Where to actually buy it

Each link below goes directly to a live SmartSweets Canada listing or the brand's own store locator, not just a homepage, so you can add a real bag to your cart or find a nearby shelf without hunting:

For the full range, including sour chews, lollipops, and Dream Puffs, browse smartsweets.ca. Availability varies by retailer and region, so the direct site and its store locator are usually the fastest way to check what's in stock today.

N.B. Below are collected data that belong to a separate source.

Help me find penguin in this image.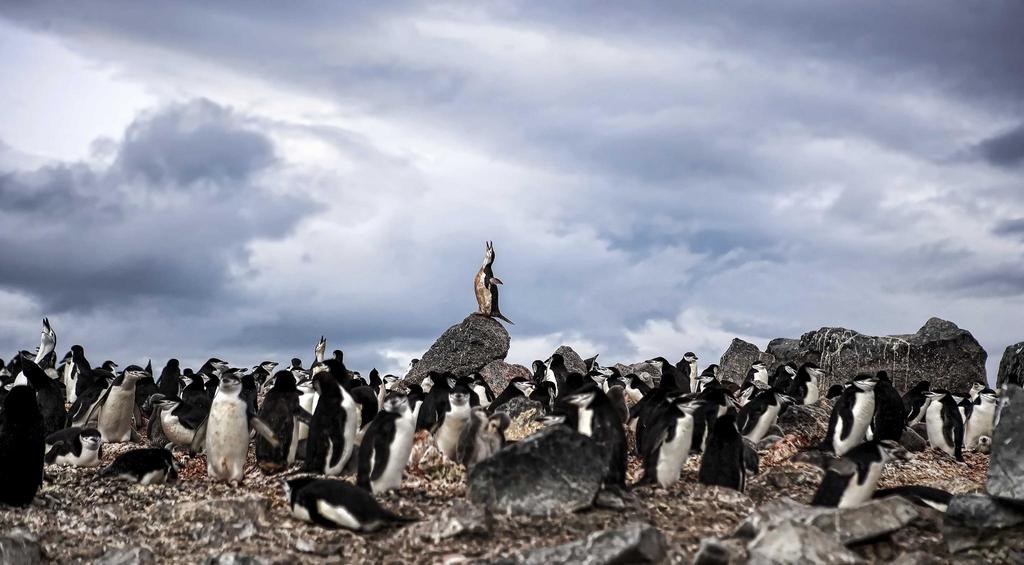
Found it: {"left": 774, "top": 362, "right": 796, "bottom": 391}.
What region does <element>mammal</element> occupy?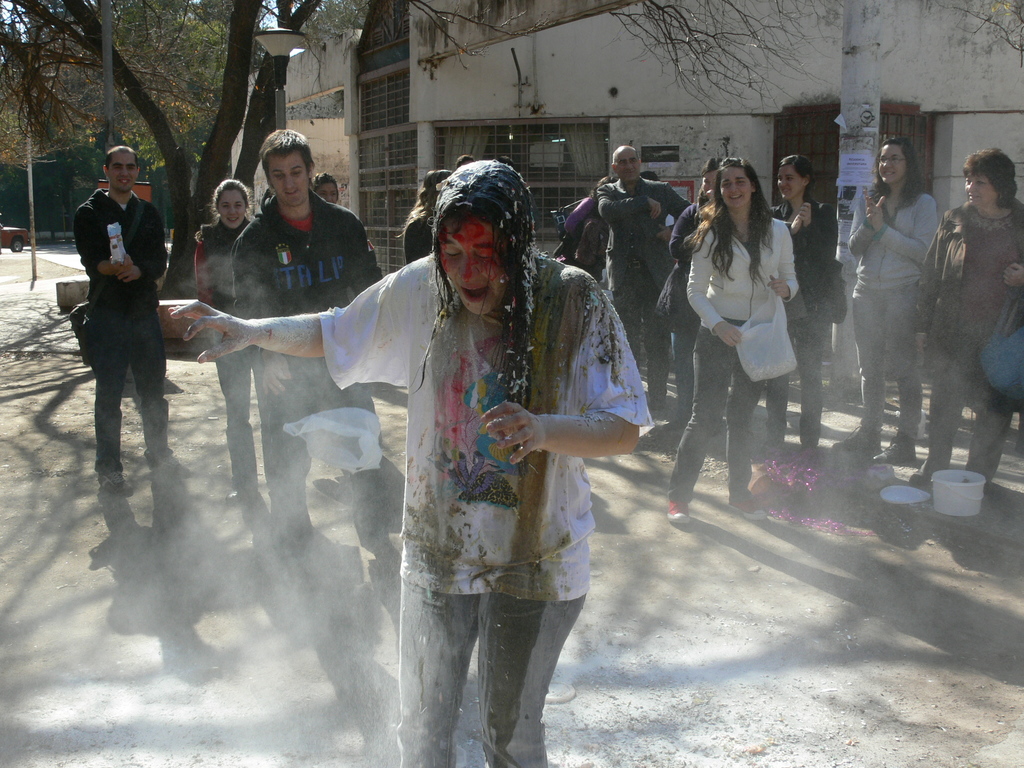
box=[394, 170, 449, 268].
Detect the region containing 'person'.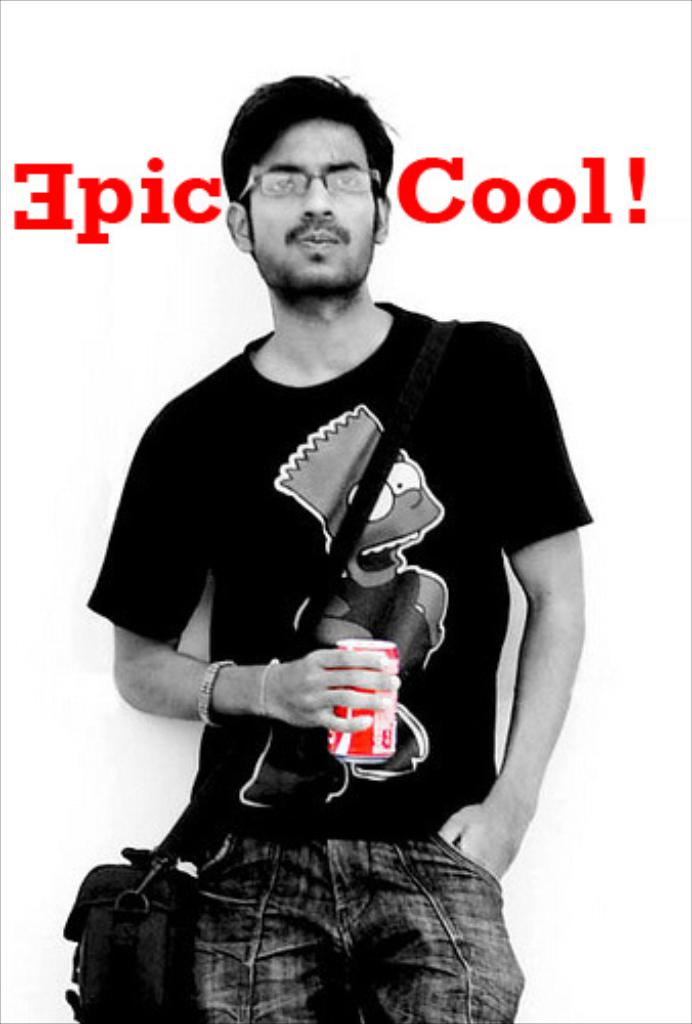
box=[104, 90, 588, 977].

Questions this guide answers

What is SmartSweets?
SmartSweets is a Canadian low-sugar candy brand founded in Vancouver, British Columbia by Tara Bosch, who began recipe-testing gummies in her kitchen in 2015 and launched the company in 2016. The line reformulates classic candy formats like gummy bears, fish, peach rings, and sour chews with plant-based fibre and natural sweeteners, cutting sugar by up to 92% versus conventional candy. Most bags contain only 2g to 4g of sugar, and the candy is naturally flavoured with no synthetic dyes.
Who founded SmartSweets?
SmartSweets was founded by Tara Bosch, who grew up in Surrey, British Columbia and dropped out of the University of British Columbia in 2015 to pursue the idea. She developed her first low-sugar gummies using a gummy-bear mould bought on Amazon, took on roughly $105,000 in debt financing to launch, and built the brand to about $125 million in annual sales before selling a majority stake to TPG Growth in 2020 for approximately $360 million.
Is SmartSweets Canadian, and where is it made?
Yes. SmartSweets was founded and is headquartered in Vancouver, British Columbia, and the brand states that most of its candy is made in Canada using imported ingredients. After the 2020 acquisition the majority owner is the US private-equity platform TPG Growth, but the brand, its team, and its Vancouver roots remain Canadian, and founder Tara Bosch stayed on the board.
Is SmartSweets actually low in sugar and good for you?
SmartSweets candy contains up to 92% less sugar than traditional candy, with most bags holding 2g to 4g of sugar plus added fibre, and it is naturally flavoured with no artificial colours. It is a treat rather than a health food, so it is still candy, but it is engineered as a lower-sugar swap for shoppers who want to, in the brand's words, kick sugar and keep candy. Several varieties are also plant-based and vegan-friendly.
Where can I buy SmartSweets in Canada?
SmartSweets is sold across major Canadian grocery, drugstore, and big-box retailers and on Amazon, and you can buy the full range direct from smartsweets.ca, which also has a store locator to find nearby shelves. The brand first landed retail distribution through Bed Bath & Beyond in Canada and now reaches tens of thousands of stores across Canada and the United States.

Bottom line

SmartSweets is proof that you do not need a brand-new category to build a generational Canadian CPG brand, you need a familiar craving and the nerve to change the one thing that matters. A 22-year-old dropped out of UBC, bought a gummy-bear mould on Amazon, and reinvented candy from her Vancouver kitchen with a fraction of the sugar, landing a first yes from a single retailer and turning it into a $360 million company in under five years. The candy is the easy sell. The wedge underneath it, take something everyone already loves and fix the part they feel guilty about, is the part worth studying. If you want to try it, the Sweet Fish is the place to start.

Visit the brand

smartsweets.ca

Browse the full lineup of low-sugar gummies, sour chews, peach rings, lollipops, and Dream Puffs. SmartSweets ships across Canada and has a store locator to find the yellow bag on a shelf near you.

About this series

Maple Made: independent Canadian brands, deeply profiled

Every other week we pick one independent Canadian brand worth knowing about and tell its real story: the founders, the product, what people are saying, where to actually buy it. No sponsored posts. No affiliate links. We just want more people to find these brands.

Disclosure: Grocer Folk helps Canadian CPG brands run paid media on Instacart, Meta, and Google. SmartSweets is not a Grocer Folk client at the time of writing. We chose to profile them because they're a strong example of an independent Canadian brand doing the work.